All assemblies are signed with PublicKeyToken=6c7e753832e8eb05 (v1.2.0+). This enables:

Cross-Project Handler Discovery

AddMediator(configure) (and the lower-level RegisterMediatorHandlers()) automatically discovers all handler implementations (IRequestHandler<,>, INotificationHandler<>, IStreamRequestHandler<,>, and their CQRS aliases ICommandHandler<,>, IQueryHandler<,>) across all referenced projects — no manual registration required.

Each project that references DSoftStudio.Mediator emits [assembly: MediatorHandlerRegistration] attributes at compile time. Downstream projects read these attributes to build the complete handler registry, without runtime reflection or assembly scanning.

This works seamlessly with Clean Architecture setups:

Host/API  →  references Application & Infrastructure
              └─ AddMediator(configure) discovers handlers from both

Tip: every project that defines handlers should reference the DSoftStudio.Mediator NuGet package so the source generator can run and emit the assembly attributes (Phase 1 — fast path). However, projects that only reference DSoftStudio.Mediator.Abstractions are still discovered automatically via type-based scanning (Phase 2 — fallback). The host project that calls AddMediator(configure) must always reference DSoftStudio.Mediator.

Required Namespaces

The mediator uses two namespaces — which ones you need depends on the project layer:

Project layer Namespace Purpose
Domain / Application DSoftStudio.Mediator.Abstractions ISender, IMediator, IRequest<T>, ICommand<T>, INotification, handler interfaces
Host / API DSoftStudio.Mediator AddMediator() DI extensions, typed Send() / CreateStream() extension methods

In your host/startup project (where you call AddMediator(configure) and inject ISender), you typically need both:

using DSoftStudio.Mediator.Abstractions; // ISender, IMediator, ICommand<T>, IRequest<T>, etc.
using DSoftStudio.Mediator;              // Typed Send() / CreateStream() extensions + AddMediator() DI extensions

In domain or application layer projects (where you define requests, handlers, and inject ISender), only the abstractions namespace is required:

using DSoftStudio.Mediator.Abstractions;

Why the second namespace matters in the host project: the source generator emits typed extension methods (e.g. Send(MyCommand)) in the DSoftStudio.Mediator namespace. Without this using, the compiler falls back to the generic ISender.Send<TRequest, TResponse>() and reports CS0411 because it cannot infer both type arguments.

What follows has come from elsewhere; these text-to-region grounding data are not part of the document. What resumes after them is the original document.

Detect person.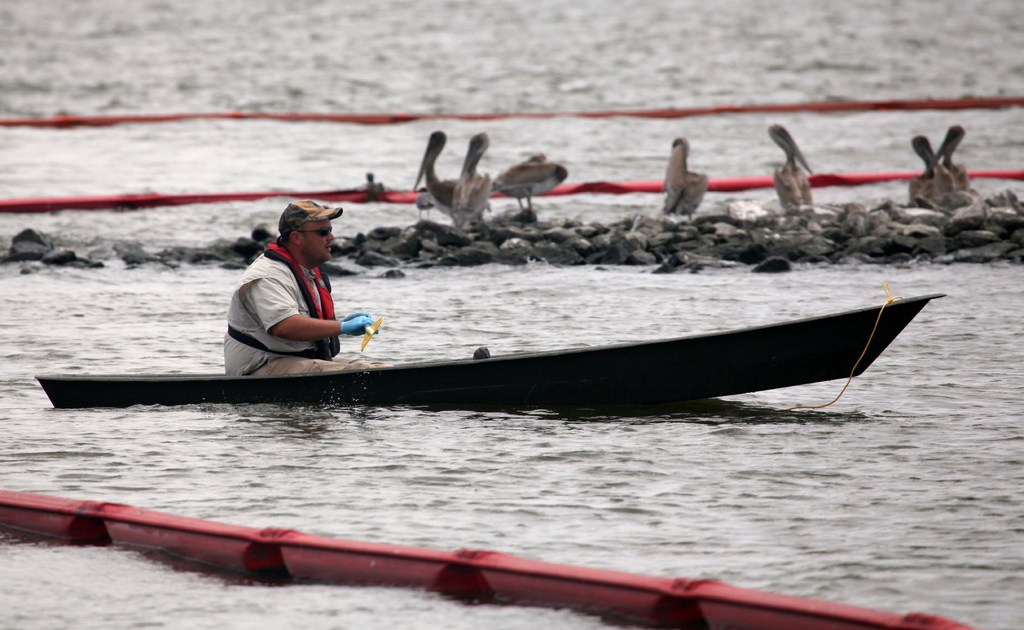
Detected at {"x1": 224, "y1": 202, "x2": 381, "y2": 367}.
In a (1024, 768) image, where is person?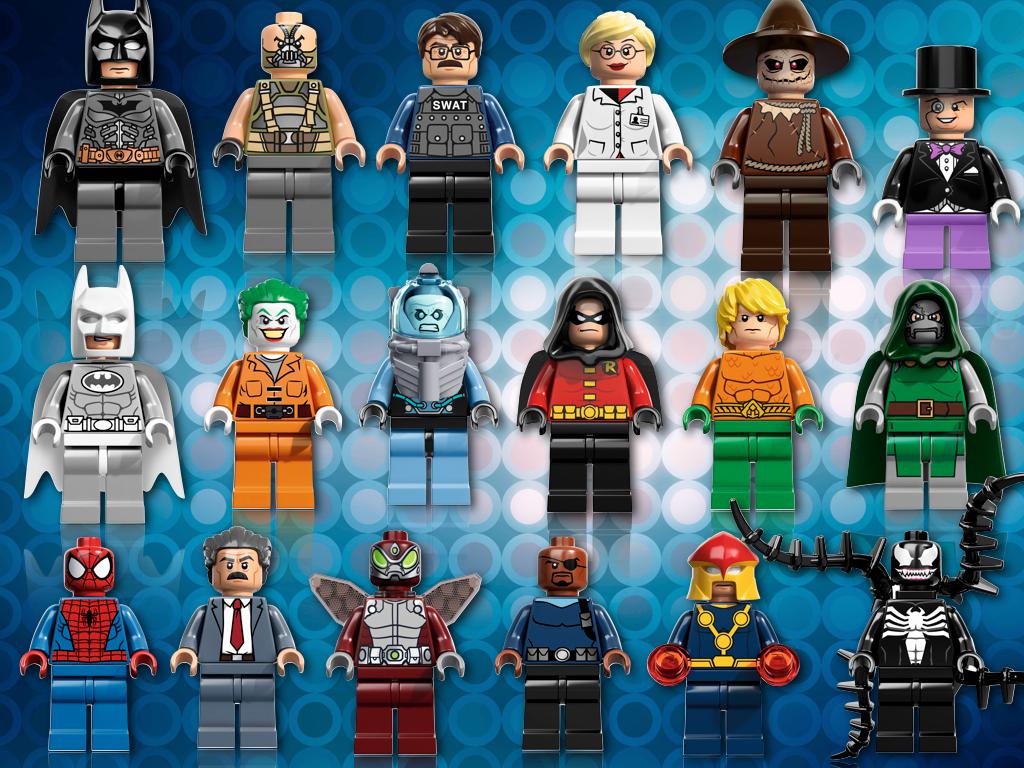
(left=708, top=0, right=866, bottom=292).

Tip: add the namespaces you need to a GlobalUsings.cs file so every file in the project picks them up automatically:

// GlobalUsings.cs
global using DSoftStudio.Mediator;
global using DSoftStudio.Mediator.Abstractions;

Native AOT and Trimming

Both packages ship with IsAotCompatible and IsTrimmable enabled. The hot execution path uses no reflection, no MakeGenericType, no Expression.Compile, and no dynamic method generation — all handler discovery and dispatch wiring are performed at compile time by Roslyn source generators.

This makes the mediator suitable for:

The Publish(object) and Send(object) overloads (runtime-typed dispatch) are also AOT-safe — they use compile-time generated FrozenDictionary<Type, DispatchDelegate> dispatch tables populated by the source generator, with no MakeGenericType at runtime.